A new Harris survey reveals that more and more Americans say they don’t believe a word of what banks and credit card companies are telling them. The issue is a trust one, and right now, financial consumers are fed up financial institutions — so much so that it will take years, maybe decades, to regain that trust.
We’ll get to the Harris poll in a moment, but the irony is that banks don’t seem to realize how unpopular they are with consumers. There’s an outfit in Chicago called the Bank Administration Institute that produces a bank consumer sentiment survey every six months.
In August 2009, bankers told the BAI that consumers had a favorable opinion of them. Six months later, in 2010 — bankers told BAI researchers that customers had increased their favorable views of banks.
But the BAI also talked to bank customers — and in the February index, bank consumers’ sentiments toward banks fell by a whopping 19%.

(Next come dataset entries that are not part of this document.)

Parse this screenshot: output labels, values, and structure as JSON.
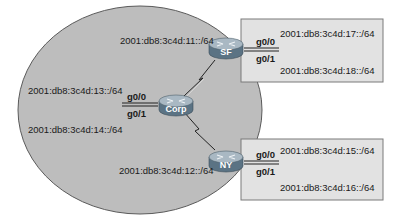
{
  "diagram": {
    "type": "network-topology",
    "colors": {
      "wan_cloud_fill": "#bdbdbd",
      "wan_cloud_stroke": "#5a5a5a",
      "lan_box_fill": "#e2e2e2",
      "lan_box_stroke": "#7a7a7a",
      "router_body": "#5b7384",
      "router_top": "#9fb0bc",
      "text": "#1a1a1a"
    },
    "routers": [
      {
        "id": "corp",
        "label": "Corp"
      },
      {
        "id": "sf",
        "label": "SF"
      },
      {
        "id": "ny",
        "label": "NY"
      }
    ],
    "serial_links": [
      {
        "from": "Corp",
        "to": "SF",
        "subnet": "2001:db8:3c4d:11::/64"
      },
      {
        "from": "Corp",
        "to": "NY",
        "subnet": "2001:db8:3c4d:12::/64"
      }
    ],
    "corp": {
      "g0_0": {
        "interface": "g0/0",
        "subnet": "2001:db8:3c4d:13::/64"
      },
      "g0_1": {
        "interface": "g0/1",
        "subnet": "2001:db8:3c4d:14::/64"
      }
    },
    "sf": {
      "g0_0": {
        "interface": "g0/0",
        "subnet": "2001:db8:3c4d:17::/64"
      },
      "g0_1": {
        "interface": "g0/1",
        "subnet": "2001:db8:3c4d:18::/64"
      }
    },
    "ny": {
      "g0_0": {
        "interface": "g0/0",
        "subnet": "2001:db8:3c4d:15::/64"
      },
      "g0_1": {
        "interface": "g0/1",
        "subnet": "2001:db8:3c4d:16::/64"
      }
    }
  }
}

Who would have though that after a steady stream of home foreclosures, credit card cancellations, rejected loans and rampant checking account overdraw charges, that bank consumers just aren’t really feeling the love? What’s even worse, who would have thought that bank executives would have believed otherwise?
Speaking of believing, the Harris Poll offers further proof that bank customers just don’t trust their financial institutions. According to Harris, in its 2010 survey of 2,755 U.S. adults, only about 5% of survey respondents say they ‘completely believe” statements made by financial institutions.
Only 4% of respondents said that statements made by banks were completely believable, while just 2% of participants said that they believed anything a mortgage company told them. Credit card companies rate just as low — only 2% of Harris participants said they believe anything a credit card company says.
Banks do better in the “somewhat believable” category — 57% say that banks are believable some of the time. Credit card companies only rate 34% in this category. Mortgage companies rate 47% in the “somewhat believable” category.
According to a statement by Harris that accompanied the poll, the issue is trust, and banks and other financial services firms are losing that “believability” battle. “The issue here is one of trust,” says Harris. “It takes a long time for any industry to build up the levels of trust that help them weather crises when they occur. And since this crisis is one that negatively impacts people’s wallets, trust will erode even more quickly and take much longer to rebuild. That is what these financial companies have to undertake right now.”
And not a moment sooner, if banks want to hang on to their customers.